Dr.Flay wrote:That does not make sense to me.
Yes both Unreal and UT were originally "made" with UEd1, but then they updated both regularly before the "end-of-life".
UEd was on v2 before the last official patches, so both have had a newer official Ed.
More content exists for both games that has been made in UEd2, than was originally made with UEd1.
If it was just the 1 product, we would still have had updates until they made the next engine.
I can't see why if they were limited to the 1 game they would decide not to update the tools they used until the next engine
The more versions they have, the less reason they have to update the older ones.
All this is fantasy.
In a hypothetical reality where UT would have been an expansion of Unreal, what makes you think they would have needed to update the editor, given that they managed to release two very good games with the old one? What makes you think they would have kept updating the game as long as they did? What makes you think "end of life" would not have been years?
Remember UT is on a improved build of the engine while Unreal is only build 220+. The fact that they updated the engine and the editor is largely due to the fact that UT was their top-line product for such a long time.

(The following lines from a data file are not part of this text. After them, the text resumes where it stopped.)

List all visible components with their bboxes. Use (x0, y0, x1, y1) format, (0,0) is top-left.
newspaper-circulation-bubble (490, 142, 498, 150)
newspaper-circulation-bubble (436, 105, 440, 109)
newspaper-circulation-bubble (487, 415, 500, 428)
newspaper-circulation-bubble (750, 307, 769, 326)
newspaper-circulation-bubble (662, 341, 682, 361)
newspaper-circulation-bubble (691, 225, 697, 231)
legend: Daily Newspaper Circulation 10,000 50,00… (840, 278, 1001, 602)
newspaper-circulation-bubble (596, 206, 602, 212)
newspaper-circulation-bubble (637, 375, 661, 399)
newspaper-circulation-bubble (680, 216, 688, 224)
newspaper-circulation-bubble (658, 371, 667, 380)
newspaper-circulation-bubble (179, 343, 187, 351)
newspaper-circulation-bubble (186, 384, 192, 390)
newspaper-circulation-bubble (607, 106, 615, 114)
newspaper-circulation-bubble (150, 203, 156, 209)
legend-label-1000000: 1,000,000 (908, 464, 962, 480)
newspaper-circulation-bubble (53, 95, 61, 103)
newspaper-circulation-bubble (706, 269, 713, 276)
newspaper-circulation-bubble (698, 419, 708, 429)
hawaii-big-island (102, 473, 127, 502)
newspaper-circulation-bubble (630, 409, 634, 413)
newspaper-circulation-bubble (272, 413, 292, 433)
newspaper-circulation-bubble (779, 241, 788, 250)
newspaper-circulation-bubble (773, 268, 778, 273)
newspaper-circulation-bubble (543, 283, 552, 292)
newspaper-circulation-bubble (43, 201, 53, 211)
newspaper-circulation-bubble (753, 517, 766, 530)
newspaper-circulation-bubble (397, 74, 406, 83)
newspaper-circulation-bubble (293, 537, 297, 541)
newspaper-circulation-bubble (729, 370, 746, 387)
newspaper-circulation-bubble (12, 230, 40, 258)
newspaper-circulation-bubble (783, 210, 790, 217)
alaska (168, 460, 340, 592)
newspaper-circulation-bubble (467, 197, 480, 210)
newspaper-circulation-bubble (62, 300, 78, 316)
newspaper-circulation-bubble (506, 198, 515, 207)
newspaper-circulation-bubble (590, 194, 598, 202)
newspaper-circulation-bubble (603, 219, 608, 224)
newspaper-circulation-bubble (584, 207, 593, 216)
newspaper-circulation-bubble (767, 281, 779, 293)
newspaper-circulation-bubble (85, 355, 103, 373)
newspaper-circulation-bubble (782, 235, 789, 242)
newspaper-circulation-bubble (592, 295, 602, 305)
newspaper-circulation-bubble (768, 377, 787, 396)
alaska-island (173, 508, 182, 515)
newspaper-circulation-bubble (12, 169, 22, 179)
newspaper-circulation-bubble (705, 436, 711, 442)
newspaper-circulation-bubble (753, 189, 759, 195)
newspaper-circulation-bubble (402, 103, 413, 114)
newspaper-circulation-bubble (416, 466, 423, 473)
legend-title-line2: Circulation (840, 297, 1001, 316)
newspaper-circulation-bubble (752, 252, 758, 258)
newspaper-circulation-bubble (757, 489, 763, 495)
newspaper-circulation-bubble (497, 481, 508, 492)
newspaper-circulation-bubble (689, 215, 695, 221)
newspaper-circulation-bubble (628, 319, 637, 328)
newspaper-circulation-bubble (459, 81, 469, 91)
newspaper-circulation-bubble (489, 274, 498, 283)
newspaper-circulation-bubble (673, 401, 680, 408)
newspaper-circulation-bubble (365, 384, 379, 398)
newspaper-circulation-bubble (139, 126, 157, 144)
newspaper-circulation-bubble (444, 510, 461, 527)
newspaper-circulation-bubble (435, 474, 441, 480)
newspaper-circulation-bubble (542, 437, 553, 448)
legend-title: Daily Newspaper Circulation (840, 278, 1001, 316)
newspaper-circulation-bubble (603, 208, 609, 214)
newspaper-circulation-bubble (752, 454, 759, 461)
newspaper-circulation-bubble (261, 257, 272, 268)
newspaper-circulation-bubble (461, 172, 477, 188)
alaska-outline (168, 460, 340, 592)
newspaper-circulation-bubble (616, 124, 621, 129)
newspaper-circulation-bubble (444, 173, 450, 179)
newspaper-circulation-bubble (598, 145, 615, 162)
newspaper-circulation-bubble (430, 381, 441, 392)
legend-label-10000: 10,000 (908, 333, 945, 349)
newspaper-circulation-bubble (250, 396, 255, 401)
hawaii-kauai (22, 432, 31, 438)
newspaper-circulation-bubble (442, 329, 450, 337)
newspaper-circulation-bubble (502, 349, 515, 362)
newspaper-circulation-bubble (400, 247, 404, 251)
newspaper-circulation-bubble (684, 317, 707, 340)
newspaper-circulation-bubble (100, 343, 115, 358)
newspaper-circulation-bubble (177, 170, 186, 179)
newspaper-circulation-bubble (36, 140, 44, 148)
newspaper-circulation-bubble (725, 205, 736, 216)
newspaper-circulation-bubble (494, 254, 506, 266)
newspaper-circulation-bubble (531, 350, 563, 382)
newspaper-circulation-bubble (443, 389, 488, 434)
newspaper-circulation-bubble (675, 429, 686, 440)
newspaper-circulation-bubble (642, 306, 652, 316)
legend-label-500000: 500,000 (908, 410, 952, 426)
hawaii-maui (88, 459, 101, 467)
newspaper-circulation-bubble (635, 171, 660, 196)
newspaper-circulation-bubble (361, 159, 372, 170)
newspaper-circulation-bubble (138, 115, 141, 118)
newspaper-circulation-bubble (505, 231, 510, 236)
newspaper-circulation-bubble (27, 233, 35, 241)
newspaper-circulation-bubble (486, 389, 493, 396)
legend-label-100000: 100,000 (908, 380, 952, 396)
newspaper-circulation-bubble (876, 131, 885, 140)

If they had kept using the old 220+ builds for a combined Unreal/UT, why would they have updated the editor instead of keeping the 2.0 one for newer builds of the engine for licensees or for their new games on build 400+? Remember they never backported UEd 2.0 to Unreal; maybe it was too much of a hassle to do it, or maybe they thought the 220+ engine was too old at that point and they wanted to focus on new builds (which they actually did). Why would that have changed if UT had been just an addition streamline into Unreal's old build?
You could provide a very acceptable answer to any of these questions and I could give acceptable rebuttal to all of them. All this is just fantasy with nothing solid to back it up; as far as we know, they reached a stage where they decided a new editor was needed for their engine which had become much better than the old version used in Unreal. The facts are: Unreal had poor netcode which was overhauled for UT, it had a shaky editor which was overhauled for UT, an engine which was improved for UT, and some of these changes were backported from UT to Unreal. There's no telling anything like that would have happened otherwise.
Unless of course you have inside-knowledge, in which case you should write about it because any information about the sweat on cliffy's brow during the development of UT is welcomed
You must construct additional pylons.